The permanent secretary said more than 90 per cent of people who had been infected with the Omicron variant were asymptomatic, so the Public Health Ministry plans to increase the ratio of people in home isolation from 60 per cent at present to 90 per cent, compared to Covid-19 patients in hospitals.
He said when more people enter the home isolation treatment programme, hospitals will have more capability to take care of patients with other diseases.
“The Public Health Ministry will later adjust the number of days for taking care of infected people and for quarantining people at high risk,” Kiartiphum added.
He said the Public Health Ministry will continue to allow people with severe symptoms to receive treatment at any hospital as emergency cases, but people with mild symptoms can receive treatment from the hospitals under the Gold Card universal healthcare, the Social Security System or government officials’ healthcare system.
Kiartiphum said most of the Covid-19 fatalities were elderly people with comorbidities or pregnant women, especially those who have not been vaccinated or not been fully vaccinated.
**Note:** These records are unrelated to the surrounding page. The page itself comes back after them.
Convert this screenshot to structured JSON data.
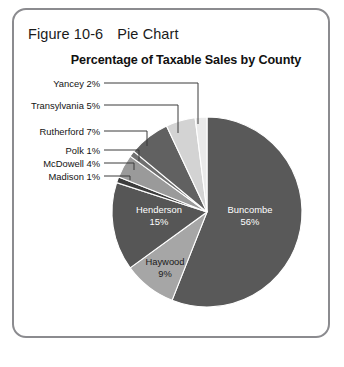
{
  "figure": {
    "caption_label": "Figure 10-6",
    "caption_text": "Pie Chart"
  },
  "chart_data": {
    "type": "pie",
    "title": "Percentage of Taxable Sales by County",
    "xlabel": "",
    "ylabel": "",
    "categories": [
      "Buncombe",
      "Haywood",
      "Henderson",
      "Madison",
      "McDowell",
      "Polk",
      "Rutherford",
      "Transylvania",
      "Yancey"
    ],
    "values": [
      56,
      9,
      15,
      1,
      4,
      1,
      7,
      5,
      2
    ],
    "value_suffix": "%",
    "legend": "none",
    "start_angle_deg": 0,
    "direction": "clockwise",
    "slices": [
      {
        "name": "Buncombe",
        "value": 56,
        "value_text": "56%",
        "color": "#595959",
        "label_placement": "inside",
        "label_color": "light"
      },
      {
        "name": "Haywood",
        "value": 9,
        "value_text": "9%",
        "color": "#a6a6a6",
        "label_placement": "inside",
        "label_color": "dark"
      },
      {
        "name": "Henderson",
        "value": 15,
        "value_text": "15%",
        "color": "#565656",
        "label_placement": "inside",
        "label_color": "light"
      },
      {
        "name": "Madison",
        "value": 1,
        "value_text": "1%",
        "color": "#3d3d3d",
        "label_placement": "callout",
        "label_color": "dark"
      },
      {
        "name": "McDowell",
        "value": 4,
        "value_text": "4%",
        "color": "#9a9a9a",
        "label_placement": "callout",
        "label_color": "dark"
      },
      {
        "name": "Polk",
        "value": 1,
        "value_text": "1%",
        "color": "#707070",
        "label_placement": "callout",
        "label_color": "dark"
      },
      {
        "name": "Rutherford",
        "value": 7,
        "value_text": "7%",
        "color": "#616161",
        "label_placement": "callout",
        "label_color": "dark"
      },
      {
        "name": "Transylvania",
        "value": 5,
        "value_text": "5%",
        "color": "#d3d3d3",
        "label_placement": "callout",
        "label_color": "dark"
      },
      {
        "name": "Yancey",
        "value": 2,
        "value_text": "2%",
        "color": "#eaeaea",
        "label_placement": "callout",
        "label_color": "dark"
      }
    ]
  },
  "callouts": [
    {
      "name": "yancey",
      "text": "Yancey 2%",
      "label_right_x": 100,
      "label_y": 83,
      "elbow_x": 198,
      "target_y": 124
    },
    {
      "name": "transylvania",
      "text": "Transylvania 5%",
      "label_right_x": 100,
      "label_y": 105,
      "elbow_x": 178,
      "target_y": 133
    },
    {
      "name": "rutherford",
      "text": "Rutherford 7%",
      "label_right_x": 100,
      "label_y": 131,
      "elbow_x": 147,
      "target_y": 146
    },
    {
      "name": "polk",
      "text": "Polk 1%",
      "label_right_x": 100,
      "label_y": 150,
      "elbow_x": 139,
      "target_y": 161
    },
    {
      "name": "mcdowell",
      "text": "McDowell 4%",
      "label_right_x": 100,
      "label_y": 163,
      "elbow_x": 134,
      "target_y": 170
    },
    {
      "name": "madison",
      "text": "Madison 1%",
      "label_right_x": 100,
      "label_y": 176,
      "elbow_x": 130,
      "target_y": 180
    }
  ],
  "inside_labels": [
    {
      "name": "buncombe",
      "title": "Buncombe",
      "pct": "56%",
      "x": 250,
      "y": 216,
      "tone": "light"
    },
    {
      "name": "henderson",
      "title": "Henderson",
      "pct": "15%",
      "x": 159,
      "y": 216,
      "tone": "light"
    },
    {
      "name": "haywood",
      "title": "Haywood",
      "pct": "9%",
      "x": 165,
      "y": 268,
      "tone": "dark"
    }
  ],
  "geometry": {
    "center_x": 207,
    "center_y": 212,
    "radius": 95
  },
  "colors": {
    "frame": "#8b8b8f",
    "background": "#ffffff",
    "leader_line": "#3a3a3a",
    "text": "#141414"
  }
}
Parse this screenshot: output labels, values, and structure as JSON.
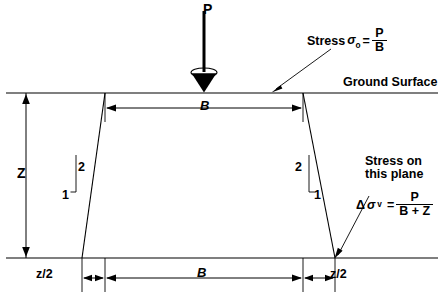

As a result, the Public Health Ministry will coordinate with the Interior Ministry to check household registration to search for the elderly who have not received a booster dose to administer the third dose to them as soon as possible and reduce deaths. He added that only about 30 per cent of the elderly have received the third dose of the Covid-19 vaccine.
Dr Rungruang Kijphati, chief adviser and a spokesman for the Public Health Ministry, said the rate of fatalities and people with severe symptoms was 10 times lower than what had happened during the Delta variant crisis. He said if 60 to 70 per cent of the elderly got the third jab, the fatalities could drop by 50 per cent from the current 30 to 40 deaths a day.